Although pragmatics is a relatively new branch of linguistics, research on it can be dated back to ancient Greece and Rome where the term pragmaticus’ is found in late Latin and pragmaticos’ in Greek, both meaning of being practical’. Modern use and current practice of pragmatics is credited to the influence of the American philosophical doctrine of pragmatism. The pragmatic interpretation of semiotics and verbal communication studies in Foundations of the Theory of Signs by Charles Morris (1938), for instance, helped neatly expound the differences of mainstream enterprises in semiotics and linguistics. For Morris, pragmatics studies the relations of signs to interpreters’, while semantics studies the relations of signs to the objects to which the signs are applicable’, and syntactics studies the formal relations of signs to one another.’ By elaborating the sense of pragmatism in his concern of conversational meanings, Grice (1975) enlightened modern treatment of meaning by distinguishing two kinds of meaning, natural and non-natural. Grice suggested that pragmatics should centre on the more practical dimension of meaning, namely the conversational meaning which was later formulated in a variety of ways (Levinson, 1983; Leech, 1983). 




Deixis

Deixis is also mentioned as indexicals. By deixis, we mean pointers or something that points to other things. In order words, indexicals are linguistic forms or expressions that refer to other things. In a sense, deixis can be a synonym of language expressions. For that reason, deixis is one of the essential and earliest marking elements of pragmatics, and falls under pragmatic investigation at the very birth of this independent field of learning.


Speech acts

Making a statement may be the paradigmatic use of language, but there are all sorts of other things we can do with words. We can make requests, ask questions, give orders, make promises, give thanks, offer apologies, and so on. Moreover, almost any speech act is really the performance of several acts at once, distinguished by different aspects of the speaker's intention: there is the act of saying something, what one does in saying it, such as requesting or promising, and how one is trying to affect one's audience.

The theory of speech acts is partly taxonomic and partly explanatory. It must systematically classify types of speech acts and the ways in which they can succeed or fail. It must reckon with the fact that the relationship between the words being used and the force of their utterance is often oblique. 

What is pragmatics?

 Pragmatics is a relatively late comer in linguistics. It enters the linguistic scene at the end of the 1970s. However, to many people, this is a rather new area.  

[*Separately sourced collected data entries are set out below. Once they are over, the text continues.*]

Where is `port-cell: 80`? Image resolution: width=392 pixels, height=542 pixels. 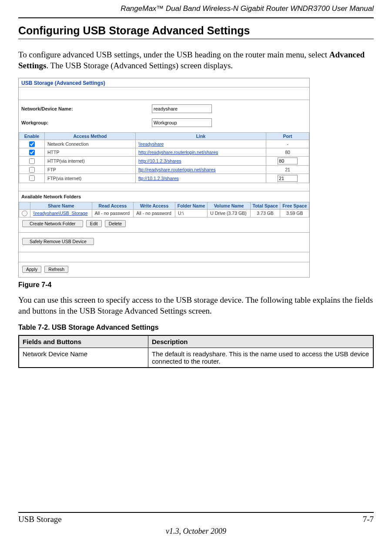
port-cell: 80 is located at coordinates (288, 152).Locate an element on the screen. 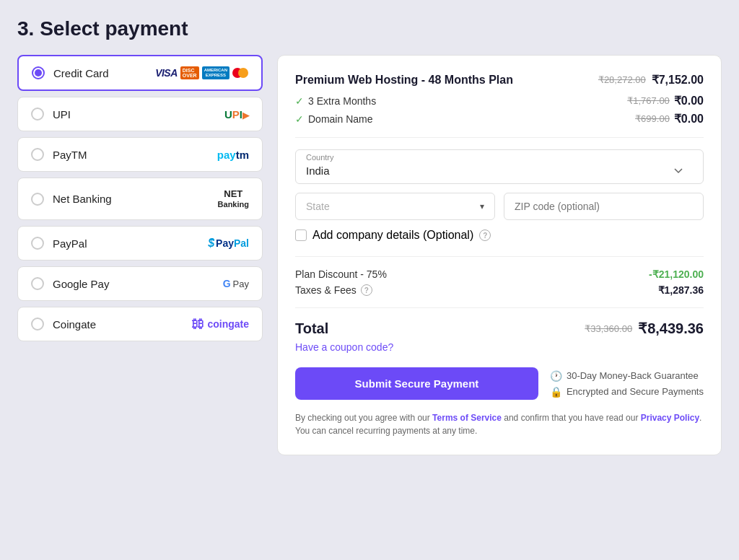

“We human beings are odd compared with our nearest animal relatives. Unlike them, we can say what we want, when we want. All normal humans can produce and understand any number of new words and sentences. Humans use the multiple options of language often without thinking. But blindly, they sometimes fall into its traps. They are like spiders who exploit their webs, but themselves get caught in the sticky strands.”